EDIT: At 123.4567bpm, I think the track has precisely 0.2345 seconds of silence before the first 'beat' of the song and actually has 456 beats total, which is either numerological nonsense or pure genius by Daft Punk. Math elsethread :)
60 * 445 / 216.276 = 123.453365145
60 * 445 / 216.282 = 123.449940356
Not the other way around. And since the timing is only given with millisecond accuracy, the bpm should be rounded to the same number of significant digits: 60 * 445 / 216.276 = 123.453
60 * 445 / 216.282 = 123.450
So, it's the YouTube version that's 123.45 bpm to within the rounding error.So if the correct pair of values there ends up being 445 / 216.27000197, then it'll be:
60 * 445 / 216.27000197 = 123.456789
Or, since one of those programs had four decimals:
60 * 445 / 216.27015788 = 123.4567
Or, if it's 444/446 rather than 445:
60 * 444 / 215.78415752 = 123.4567
60 * 446 / 216.75615823 = 123.4567
But I see that they cut the "whooshing intro" at the front, which I imagine is part of the beat — they're in the hands of the machine now, after all! — so if we retroactively construct 123.4567 bpm into the silence (which, they estimate, is 5.58s):
5.58s * (123.4567bpm / 60s) = 11.4814731 beats
Assuming that the half a beat of slop silence there has to do with format / process limitations with CD track-seeking rather than specific artistic intent, we get:
+11 intervals @ 123.4567 bpm = 5.346s
Which, when added to the original calculation, shows:
60 * (445 + 11) / (3:41.85 - (0.5.58s - 0:5.346s)) = 123.4567 bpm
And so we end up with a duration of 221.616 seconds between the calculated 'first' beat, a third of a second into the song, and the measured 'last' beat from the post:
60 * 456 / 221.616 = 123.4567 bpm
Or if we use the rounded 123.45 form:
60 * 456 / 221.628 = 123.45 bpm
And while that 22+1.628 is-that-a-golden-ratio duration is interesting and all, the most important part here is that, with 123.4567bpm, I think it's got precisely 0.2345 seconds of silence before the first 'beat' of the song (the math checks out^^ to three digits compared against the first 'musical beat' at 5.58s!), and so I think there's actually 456 beats in the robotic 123.45 song!
:D
^^ the math, because who doesn't love a parenthetical with a footnote in a red-string diagram (cackles maniacally)

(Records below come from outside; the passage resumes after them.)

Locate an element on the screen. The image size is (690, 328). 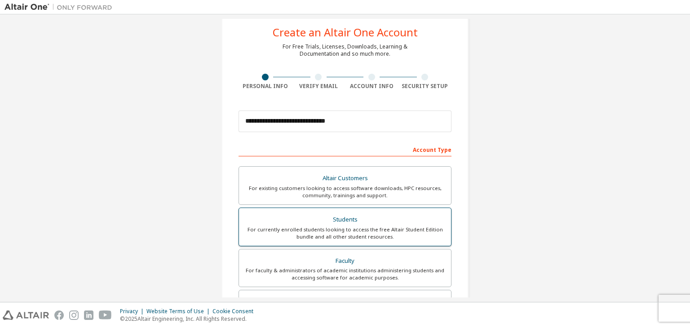
img: linkedin.svg is located at coordinates (89, 315).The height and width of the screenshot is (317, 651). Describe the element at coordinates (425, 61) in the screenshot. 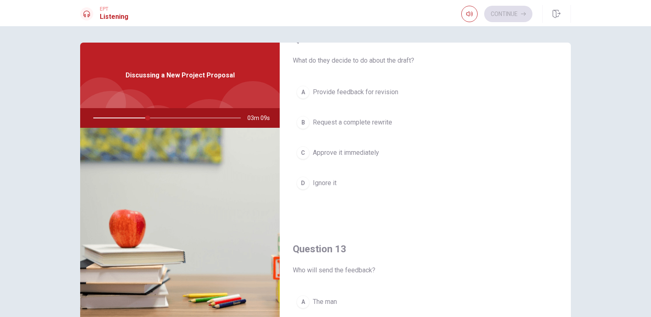

I see `span: What do they decide to do about the draft?` at that location. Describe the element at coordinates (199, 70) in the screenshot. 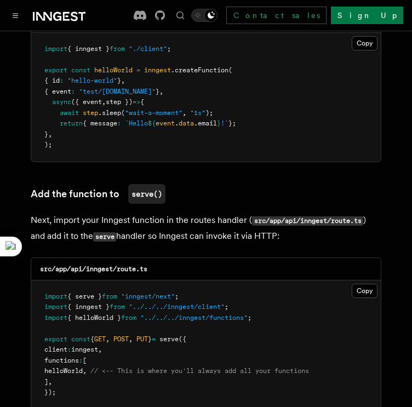

I see `span: .createFunction` at that location.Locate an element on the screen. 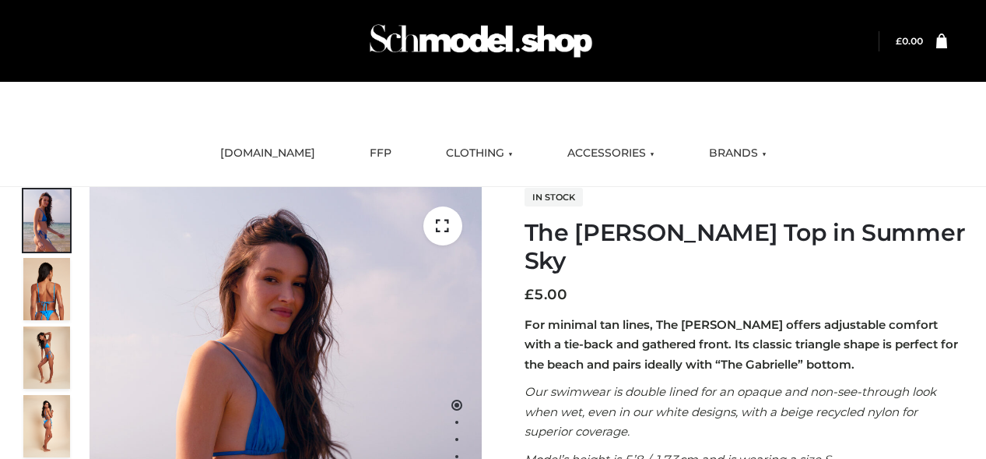 The height and width of the screenshot is (459, 986). em: Our swimwear is double lined for an opaque and non-see-through look when wet, even in our white d... is located at coordinates (730, 411).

5.58s - (60 * 11/123.4567) = 0.2339961 ~= 0.234
5.58057179s = 0.23456789 + (60 * 11/123.4567)
Can't believe it's been almost 20 years since Alive 2007!
Anyway that album, Discovery, is full of funny bits. Track #11 Veridis Quo sounds like "very disco". Turn those two words around, and you got the album's title.
xvxvx•1h ago
styluss•1h ago
tantalor•1h ago
gaazoh•9m ago
Also, C418 put a creeper face in Minecraft's soundtrack.
afandian•1h ago
duskwuff•1h ago
There's a better visualization of the track here:
https://www.youtube.com/watch?v=BHup81lEjqo
gregoryl•14m ago
If you're up for it, trade a music rec?